• _Task to carry out_: All lines from the one that contains "At what (x,y)" to the end of the data must be retyped exactly. Pictures are not retyped.

Stored data:
================================
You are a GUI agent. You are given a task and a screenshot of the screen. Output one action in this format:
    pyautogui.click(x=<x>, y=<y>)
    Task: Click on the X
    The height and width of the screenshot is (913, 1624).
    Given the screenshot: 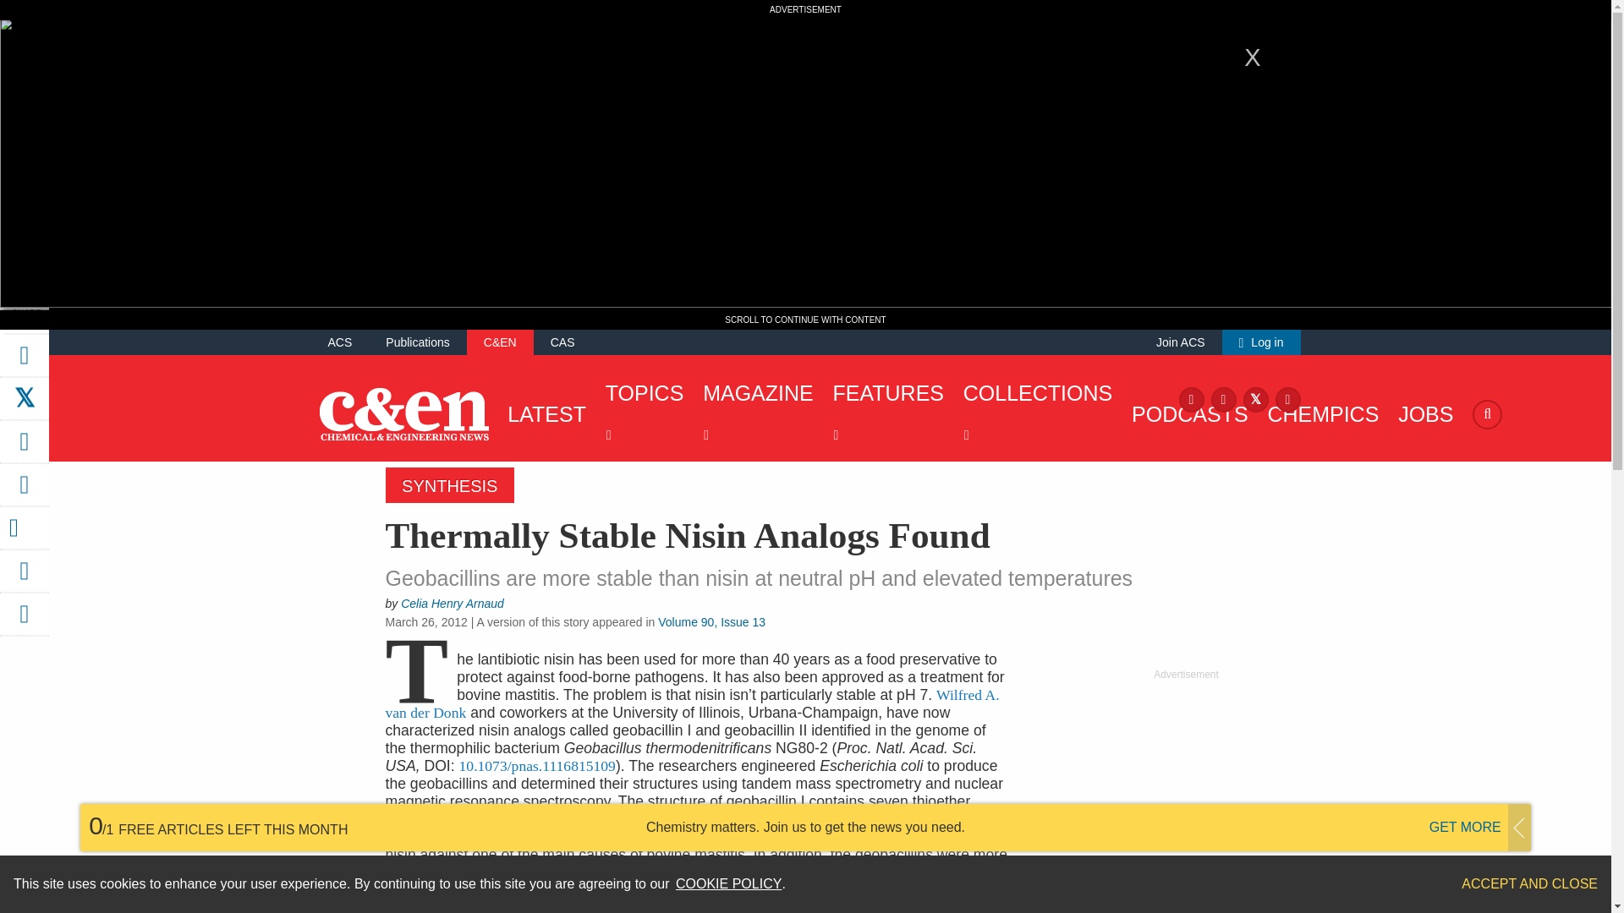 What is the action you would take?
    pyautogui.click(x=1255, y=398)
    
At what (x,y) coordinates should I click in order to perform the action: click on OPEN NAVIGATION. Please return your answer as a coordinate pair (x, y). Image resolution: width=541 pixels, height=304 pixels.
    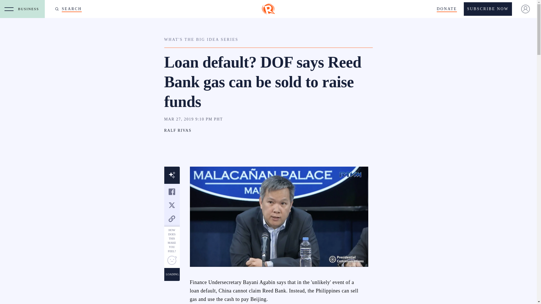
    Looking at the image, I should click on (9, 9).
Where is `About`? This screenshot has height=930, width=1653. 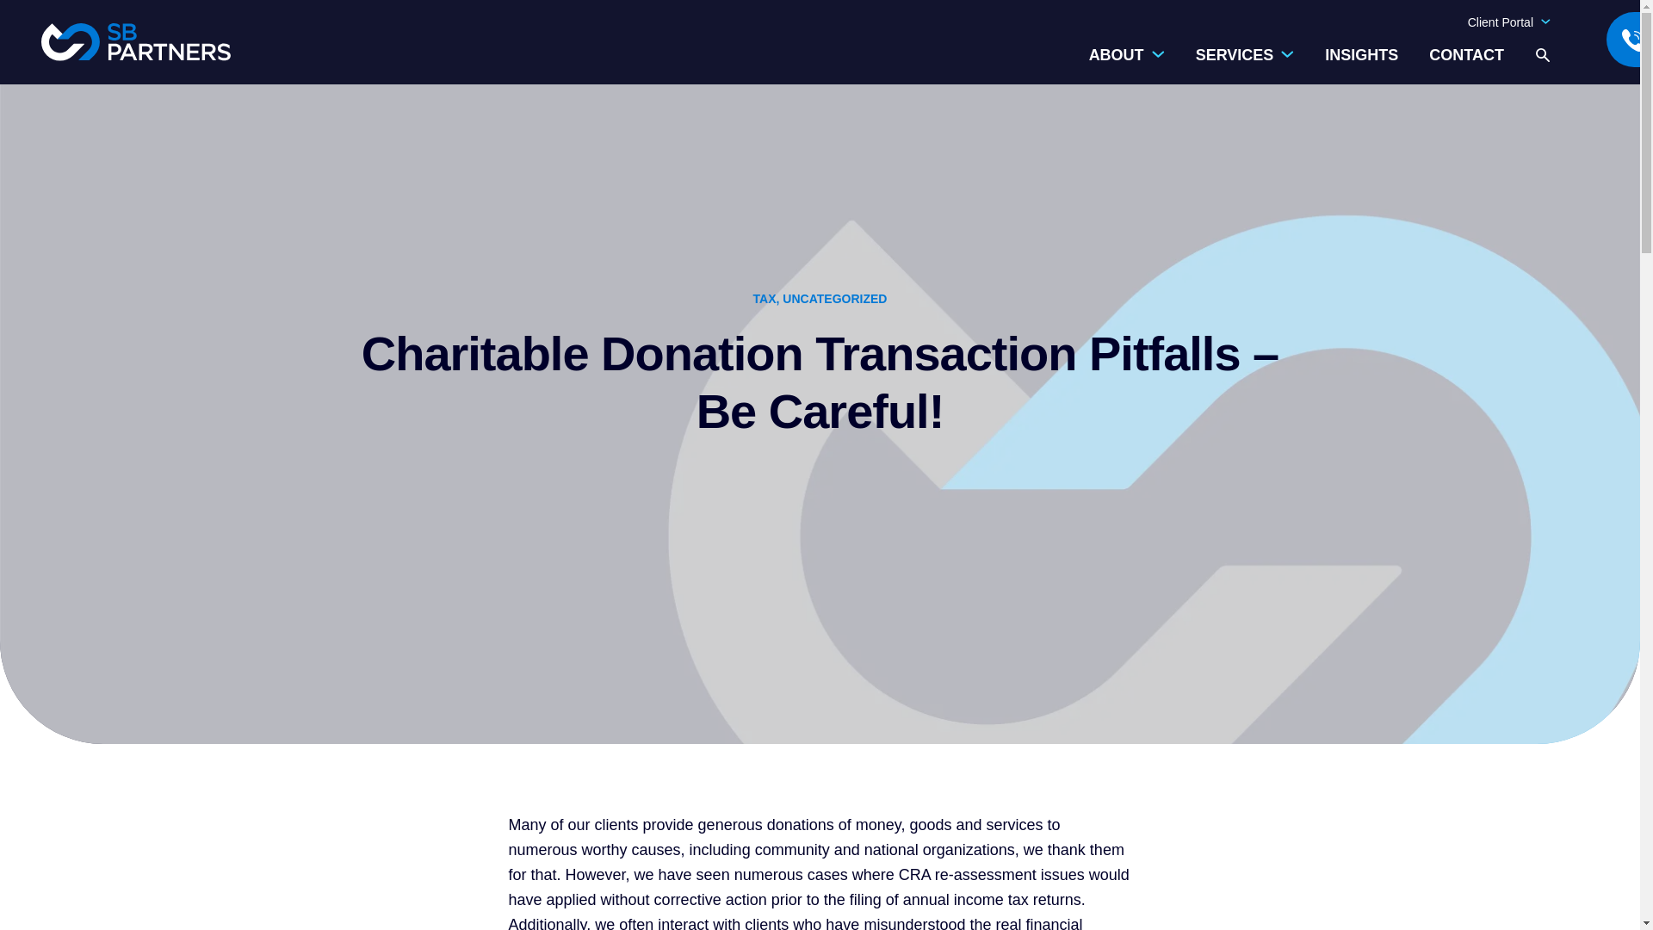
================================
• _Result for this task_:
At what (x,y) coordinates should I click in order to perform the action: click on OPEN NAVIGATION. Please return your answer as a coordinate pair (x, y). Image resolution: width=541 pixels, height=304 pixels.
    Looking at the image, I should click on (9, 9).
Where is `About`? This screenshot has height=930, width=1653. 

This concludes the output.